Sunday, October 5, 2008

The fourth in a series of blogs about poetry

While walking to school the other day, I spied a cat crawling into a dumpster, presumably looking for a bite to eat and I was reminded of Lowell’s poem “Skunk Hour.” It really dawned on me in that moment that Lowell was showing how perspective influences every factor of human thinking and behavior. Lowell’s skunks were ready to stand up and fight for their treasure--something that humans had cast aside as garbage. This revelation helped me to understand the shift in perspective pointed to by Bonnie Costello in her essay “Elizabeth Bishop’s Impersonal Personal.” Costello points out that critics often limit their focus to the biographical correlations between texts and their authors and fail to look beyond these details and toward the direction the author is suggesting. Of course the author must use language and some kind of identifiable circumstances in an effort to convey meaning to the reader, but Bishop was always eager to avoid making the clearly autobiographical revelations of the confessional poets. Bishop instead seeks to embody the voice of society as a whole, and to portray the individual as a fragmented being who is often in conflict with various aspects of the self. Rich’s “Diving into the Wreck” is explored in this essay, not as a “map of Rich’s failed marriage and husband’s suicide,” although this may be one reading of the poem, but rather as a “journey into the unconscious” in which conventional meaning and identifications are broken down and re examined. Costello points out that this is a journey that can not be made “voyeuristically or vicariously” but must be made by the readers themselves. Although the details of Rich’s life may be of great interest to the reader, they do not help us go to the place that the poet would take us--to the loss of the ego and into the realm of the unconscious.
By seeking to step outside of the self and into the unconscious, Elizabeth Bishop establishes what Costello refers to as an “emergent perspective. In this model the author, while writing within the limits of language and identity, gives voice to the “unfulfilled aspirations” of his or her society. This model is very similar to the Buddhist idea of independent origination. Since, in Buddhist thought, there is no independent origination, the self is seen as a result of all the factors leading up to its creation. The self is a text which has been written just as a poem. The image of texts caste off in a museum in the essay is a striking image of the futility in trying to establish meaning from cast off relics. In Buddhism, as well as this model of poetry, the details of the self are something to be dis-identified with in an effort to create a space in which the reader may explore a truer or more complete self. Like Rich, and those cats in the dumpster, we must dive deep and deconstruct those concepts of I/me, he/she and emerge with a new model in which the self refuses to be written in another’s voice.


» Task details
Return each of the entries below precisely as it appears.

+++ Data to process +++

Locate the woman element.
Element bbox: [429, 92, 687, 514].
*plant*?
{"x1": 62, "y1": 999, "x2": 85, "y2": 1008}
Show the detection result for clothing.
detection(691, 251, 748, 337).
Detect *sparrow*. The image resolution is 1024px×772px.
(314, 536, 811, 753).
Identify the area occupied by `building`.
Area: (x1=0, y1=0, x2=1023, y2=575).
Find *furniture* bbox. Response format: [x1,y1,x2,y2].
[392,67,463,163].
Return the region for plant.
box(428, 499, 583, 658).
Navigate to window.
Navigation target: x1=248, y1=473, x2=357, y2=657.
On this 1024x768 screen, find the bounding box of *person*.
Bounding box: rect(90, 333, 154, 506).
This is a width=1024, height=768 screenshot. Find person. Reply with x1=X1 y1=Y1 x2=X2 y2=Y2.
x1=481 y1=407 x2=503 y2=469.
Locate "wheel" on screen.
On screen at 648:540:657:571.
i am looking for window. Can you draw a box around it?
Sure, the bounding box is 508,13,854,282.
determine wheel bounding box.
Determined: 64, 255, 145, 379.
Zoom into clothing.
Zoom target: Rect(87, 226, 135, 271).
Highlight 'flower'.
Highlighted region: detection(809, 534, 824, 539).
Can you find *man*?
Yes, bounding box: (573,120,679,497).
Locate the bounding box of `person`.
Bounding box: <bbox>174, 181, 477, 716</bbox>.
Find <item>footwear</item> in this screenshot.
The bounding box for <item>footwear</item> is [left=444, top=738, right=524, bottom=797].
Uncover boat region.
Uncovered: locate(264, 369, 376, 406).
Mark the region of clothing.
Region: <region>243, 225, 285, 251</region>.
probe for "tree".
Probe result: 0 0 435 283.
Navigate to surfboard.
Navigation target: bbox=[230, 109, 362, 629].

+++

» Response area
Locate the woman element.
Element bbox: [429, 92, 687, 514].
*plant*?
{"x1": 62, "y1": 999, "x2": 85, "y2": 1008}
Show the detection result for clothing.
detection(691, 251, 748, 337).
Detect *sparrow*. The image resolution is 1024px×772px.
(314, 536, 811, 753).
Identify the area occupied by `building`.
Area: (x1=0, y1=0, x2=1023, y2=575).
Find *furniture* bbox. Response format: [x1,y1,x2,y2].
[392,67,463,163].
Return the region for plant.
box(428, 499, 583, 658).
Navigate to window.
Navigation target: x1=248, y1=473, x2=357, y2=657.
On this 1024x768 screen, find the bounding box of *person*.
Bounding box: rect(90, 333, 154, 506).
This is a width=1024, height=768 screenshot. Find person. Reply with x1=X1 y1=Y1 x2=X2 y2=Y2.
x1=481 y1=407 x2=503 y2=469.
Locate "wheel" on screen.
On screen at 648:540:657:571.
i am looking for window. Can you draw a box around it?
Sure, the bounding box is 508,13,854,282.
determine wheel bounding box.
Determined: 64, 255, 145, 379.
Zoom into clothing.
Zoom target: Rect(87, 226, 135, 271).
Highlight 'flower'.
Highlighted region: detection(809, 534, 824, 539).
Can you find *man*?
Yes, bounding box: (573,120,679,497).
Locate the bounding box of `person`.
Bounding box: <bbox>174, 181, 477, 716</bbox>.
Find <item>footwear</item> in this screenshot.
The bounding box for <item>footwear</item> is [left=444, top=738, right=524, bottom=797].
Uncover boat region.
Uncovered: locate(264, 369, 376, 406).
Mark the region of clothing.
Region: <region>243, 225, 285, 251</region>.
probe for "tree".
Probe result: 0 0 435 283.
Navigate to surfboard.
Navigation target: bbox=[230, 109, 362, 629].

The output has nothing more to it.